To demand that cash maintains its purchasing power, is the same as ancient farmers demanding to purchase grain from their neighbour (who did save) in a bad year as they themselves got paid for their grain during the good years.

In periods of growth, we may start to think that positive time preference is natural. But the fact is that throughout most of human history, we would switch to negative time preference in good times, since we expected bad times to come back. During good times, humans would store grain, dry meat, fish and fruit, build housing, tools or boats, all of which were investments into goods that were likely to gradually perish over time.

Even after people started to use coins, this was true. If you produced a surplus during one year, you could trade it for cold coin instead of storing it. But not only was there a risk that the coins would be stolen or otherwise vanish, it was also highly likely that at the time where you needed to spend that goal, prices would be higher.

danuker|3 years ago

Negative interest rates mean more than your units of currency going down in purchasing power.

It also means them going down in number (a bank CHARGES you for the costs incurred holding your money).

kube-system|3 years ago

No, interest rates are quoted nominally -- i.e. they are independent of inflation.
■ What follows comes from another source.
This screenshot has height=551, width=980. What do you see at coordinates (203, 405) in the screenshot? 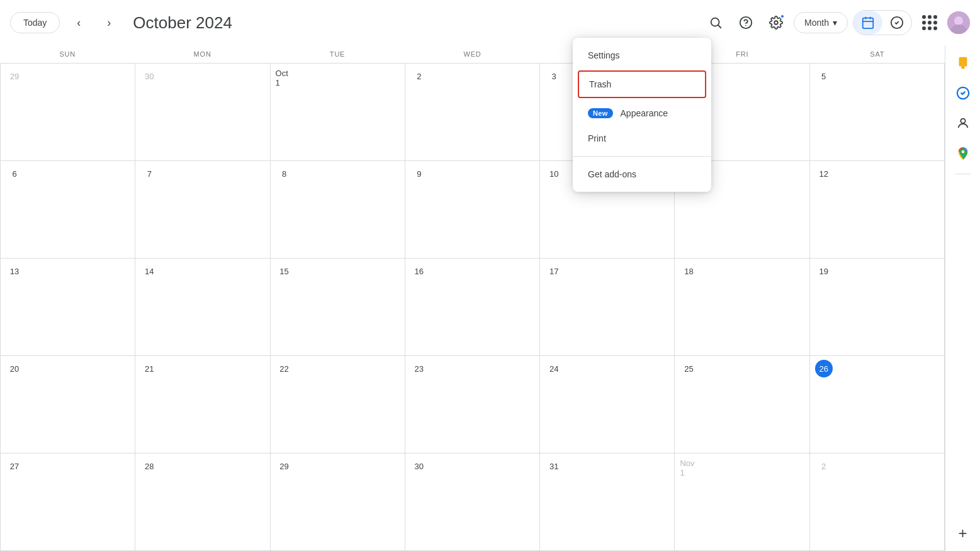
I see `calendar-cell-oct21: 21` at bounding box center [203, 405].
If you purchase a negative interest rate instrument and experience inflation, you will lose real value to both.

imtringued|3 years ago

If there is a negative interest rate of 4% on cash, then the easiest way to avoid it would be to lend out your money at 0%. Since there is no growth dependence and excessive savings do not grow automatically anymore there is no need for inflation and the central bank can do price level targeting instead.

Tenoke|3 years ago

If you think 50% cost overruns and overheads are uncommon for state sponsored projects.. you will be right but only because often the actual numbers are much higher.

ncmncm|3 years ago

Maybe if they had to be state-sponsored, we could manage to do entirely without them, instead.
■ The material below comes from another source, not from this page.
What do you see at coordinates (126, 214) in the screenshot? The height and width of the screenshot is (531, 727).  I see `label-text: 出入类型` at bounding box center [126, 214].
But it didn:t save France from needing to spend tens of $billions decommissioning old junk reactors.

fulafel|3 years ago

States tend to have self imposed debt limiting policies, so opportunity costs are still there for investments.

strainer|3 years ago

A project should garner favorable financing arrangements for its merits, not for its risks.

danans|3 years ago

Merit must be determined in a way that includes known risks. Anything otherwise would be fraudulent.

Krasnol|3 years ago

Why should states invest it's taxpayer money into overpriced and slow technology when there are cheaper and fast improving alternatives?

sofixa|3 years ago

Because you can start a project with the existing, proven and expensive tech today. Grid-scale storage is purely theoretical today (bar pumped-up hydro, which is infeasible in most locations). There's lots of hope, and money should be invested in the various alternatives, absolutely. But nobody can say when and if that tech would be ready.

babypuncher|3 years ago

Hedging your bets. We know nuclear works. Grid-scale energy storage for renewables still feels far fetched. Maybe it's not. Either way, we should not put all our eggs in one basket.

xienze|3 years ago

Because transitioning over to green technology is a decades-long project, it's not something you can just snap your fingers and make happen, as many countries are discovering. You still need non-renewable energy sources to fill in the gaps that renewables currently have.

xyzzyz|3 years ago

There are no cheaper and fast improving alternatives to provide plentiful electricity at 9pm every single day.

BurningFrog|3 years ago

Note that solar and wind power are NOT alternatives to the predictable base load of nuclear, hydro, or fuel burning power generation.

stewbrew|3 years ago

The state better invests the money in cheaper technologies. Why should it waste the money on nuclear plants?

Edit: To the downvoters: Seriously, why should the state waste money on a technology that doesn't work and never has? More than half of France's nuclear power plants are currently offline and in maintainence mode. Maybe also because they could not produce electricity at market prices.

ryan93|3 years ago

They get 80% of their electricity from nuclear. And even export some.